* _Assignment_: Exactly the lines from the line containing "Identify the location of Log In." through the final line of the entries below must be returned, and only those, without pictures.
########
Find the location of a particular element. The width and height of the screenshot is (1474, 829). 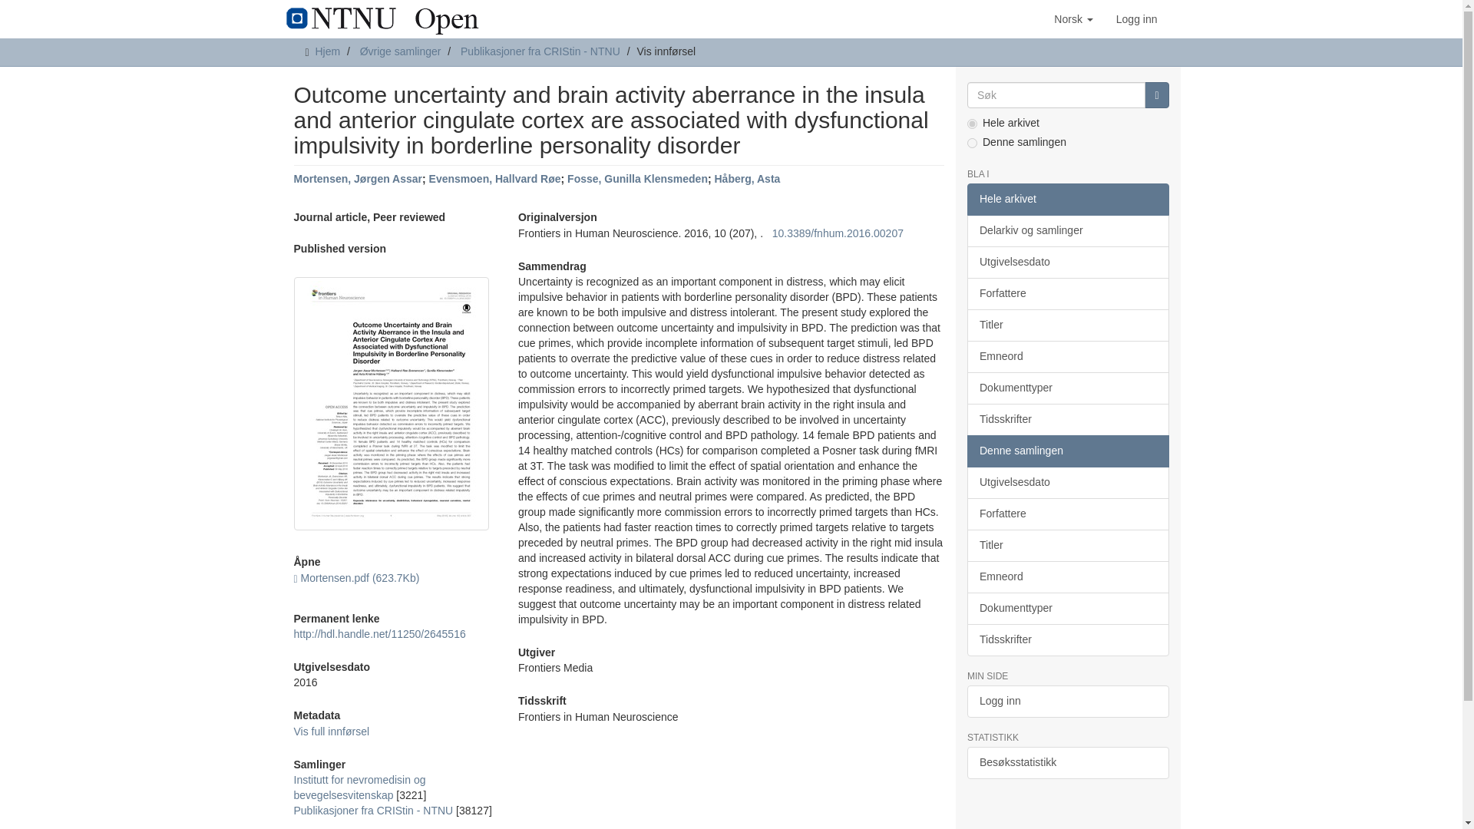

Delarkiv og samlinger is located at coordinates (1067, 230).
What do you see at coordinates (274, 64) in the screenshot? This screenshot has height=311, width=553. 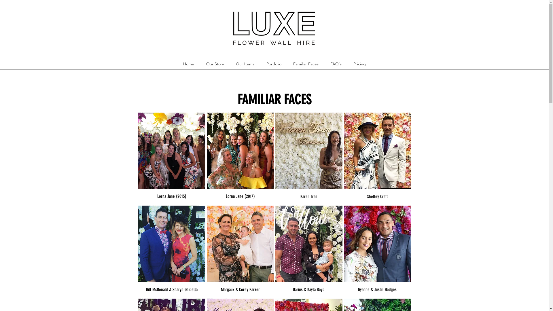 I see `Portfolio` at bounding box center [274, 64].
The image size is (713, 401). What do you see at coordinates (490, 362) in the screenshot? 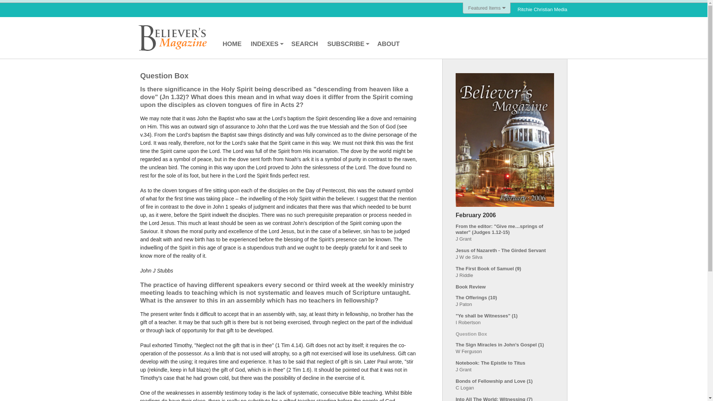
I see `Notebook: The Epistle to Titus` at bounding box center [490, 362].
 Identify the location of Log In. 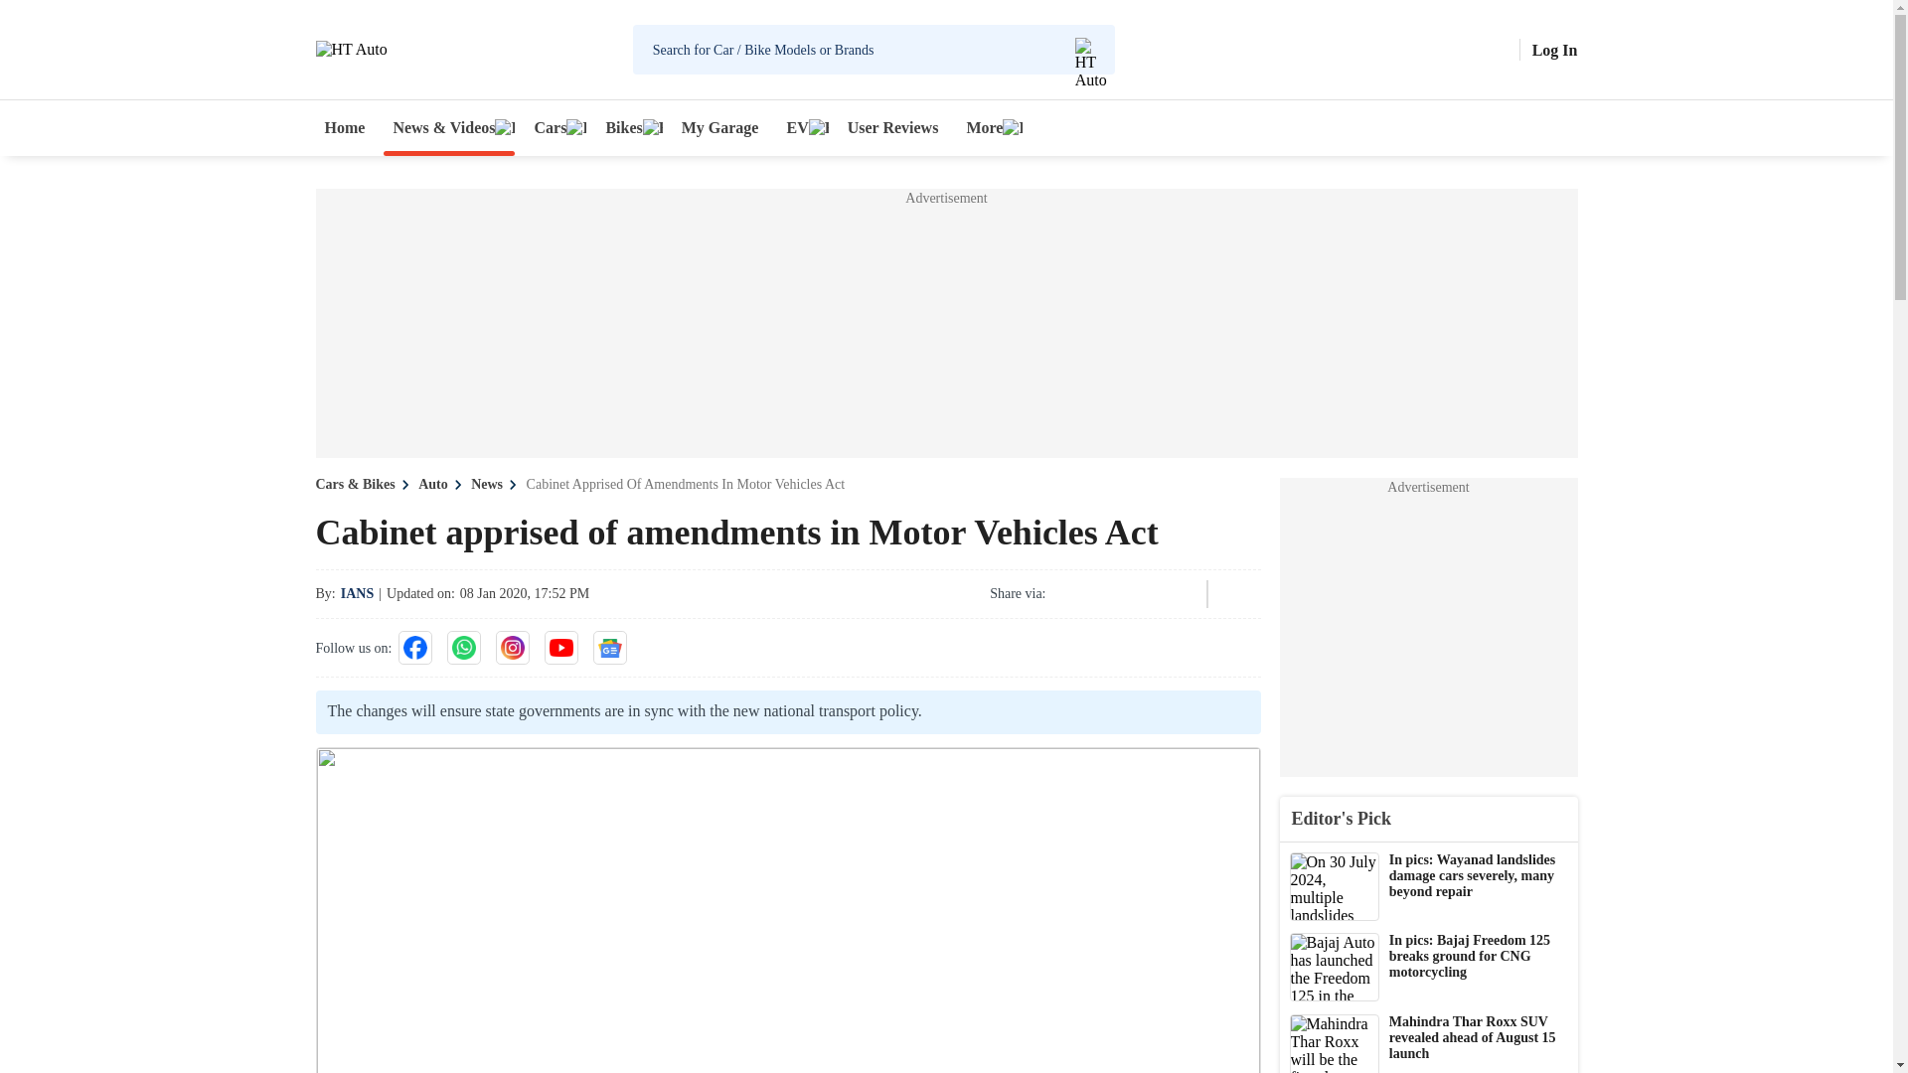
(1554, 50).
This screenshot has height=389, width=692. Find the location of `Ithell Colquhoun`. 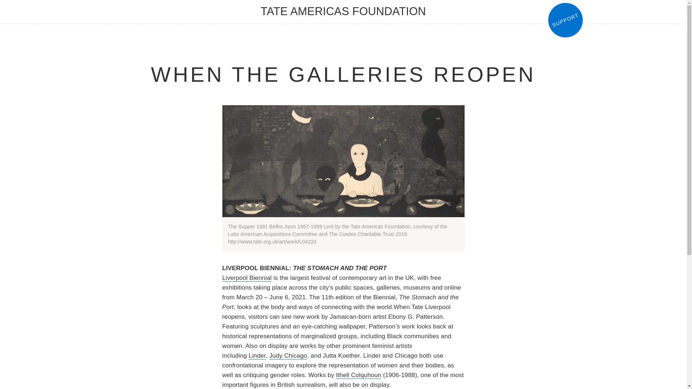

Ithell Colquhoun is located at coordinates (358, 375).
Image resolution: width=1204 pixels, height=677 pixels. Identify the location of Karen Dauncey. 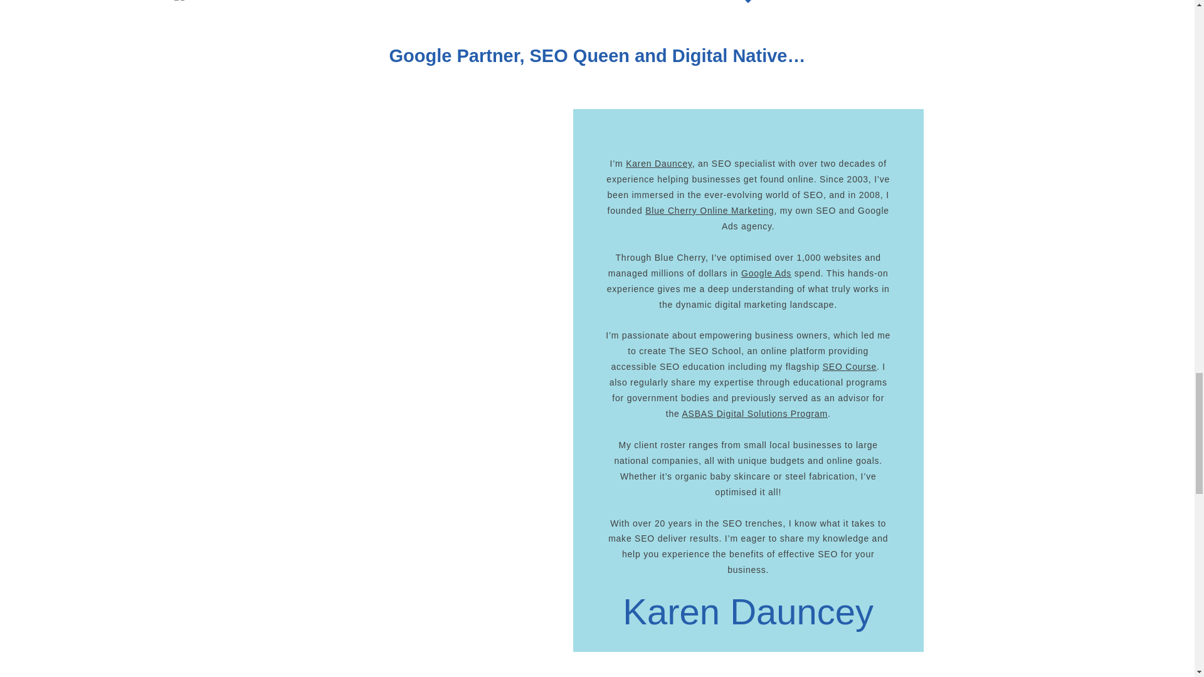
########
* _Response box_:
 Identify the location of Log In. 
(1554, 50).
This screenshot has height=389, width=692. Find the location of `Ithell Colquhoun`. 

Ithell Colquhoun is located at coordinates (358, 375).
Image resolution: width=1204 pixels, height=677 pixels. Identify the location of Karen Dauncey. 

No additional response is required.